MONROE Artist Salomon Kadoche.
By: Leon Tovey
MONROE "I was born in the wrong century," Salomon Kadoche said Nov. 18, gesturing widely at the artistic clutter that fills the basement studio of his Greenbriar at Whittingham home: paintings on canvas and quick charcoal studies on paper piled here and there in the midst of antique pots and pans, empty wine bottles and bouquets of dried flowers.
A painter and retired commercial artist who grew up in Morocco, lived for eight years in Israel and studied art at Hunter College in New York City, Mr. Kadoche realized as soon as the words left his mouth that they were rather cliched and his round, thoughtful face broke into a grin.
He continued quickly, speaking not of the fine art realist painting reminiscent of the mid-19th century that has been his passion, but of the commercial art that was his livelihood before he retired with his wife, Bernice, to their tidy Greenbriar house nine years ago.
"When computers came in, they killed the commercial artist thing," he said. "For me it was lucky that I was ready to retire then anyway."
Mr. Kadoche spent the quarter century prior to his retirement designing catalogues for department stores a way of making a living virtually impossible now, he said, in this age of desktop publishing and online commerce.
And he admits that the realist oil and pastel painting he now does exclusively "traditional," is how he describes his work is considered similarly anachronistic by the contemporary fine art world.
But that, he said, is where his heart is and has been ever since he saw, as a 14-year-old in Morocco, a realist seascape titled "Moonlight on the Ocean."
"I saw that painting for the first time, I said, ‘oh my God, that’s it,’ " Mr. Kadoche recalled. "I am not an abstract painter; I enjoy looking at it, but I cannot do it myself. I’m very visual; for me the image comes first, not the concept."
The importance of the visual world is apparent in Mr. Kadoche’s works, from the "slice-of-life" Paris streetscapes that adorn the walls of his home, to the somber pastel portraits that have won him back-to-back awards the last two years from the American Artists Professional League.

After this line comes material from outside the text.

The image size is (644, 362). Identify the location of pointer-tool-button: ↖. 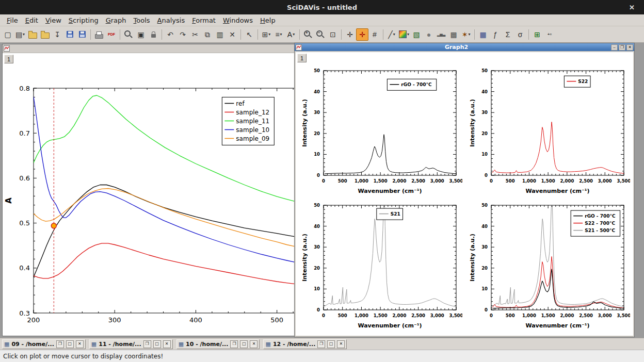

The AAPL, a national organization dedicated to promoting traditional realist art, awarded Mr. Kadoche its Art Spirit Foundation Dianne B. Bernhard Award in Pastel in 2004 for "The Elder Painter," a portrait of an elderly painter hunched over, intent on his palette.
This year, Mr. Kadoche was awarded the AAPL’s Medal of Honor for another portrait, "Tattooed," in which a heavily tattooed young man, with a shaved head and a nose ring, stands, arms crossed, contemplating the meaning of life or where to get his next tattoo.
Like all of Mr. Kadoche’s work, the two paintings, while realistic, do not cross the line into what is often referred to as photo realism. Their soft edges and subtle colors manage to capture and convey both the physical attributes and the personalities of their subjects. As such, they are unquestionably paintings.
"I don’t go for (photo realism); it’s just not my thing," Mr. Kadoche said. "I don’t want to just get that moment that the shutter closes, I have to see my subjects move around, to see how they really are, to properly paint them."
Live models go through at least three sittings more if he can afford to pay them and an in animate objects sit for weeks while he works to get the details just right. For landscapes, he said, he will sometimes cheat: sitting for a few hours at the site and taking a picture to get the details right later if he can’t return later.
Not every piece is successful, he admitted. His studio is crammed with hundreds of paintings. Good ones, as he describes some, and others that "did not succeed." His goal is to make each painting better than the last one, he said, which is why he chooses to enter most of his work in juried competitions.
"I am not a businessman, so, for me galleries are not the best option," he said. "With these competitions, I’m competing with myself more than anything and it pushes me to be a better painter.
"In this way, I’m always on the same path," he added. "It’s sort of a tradition."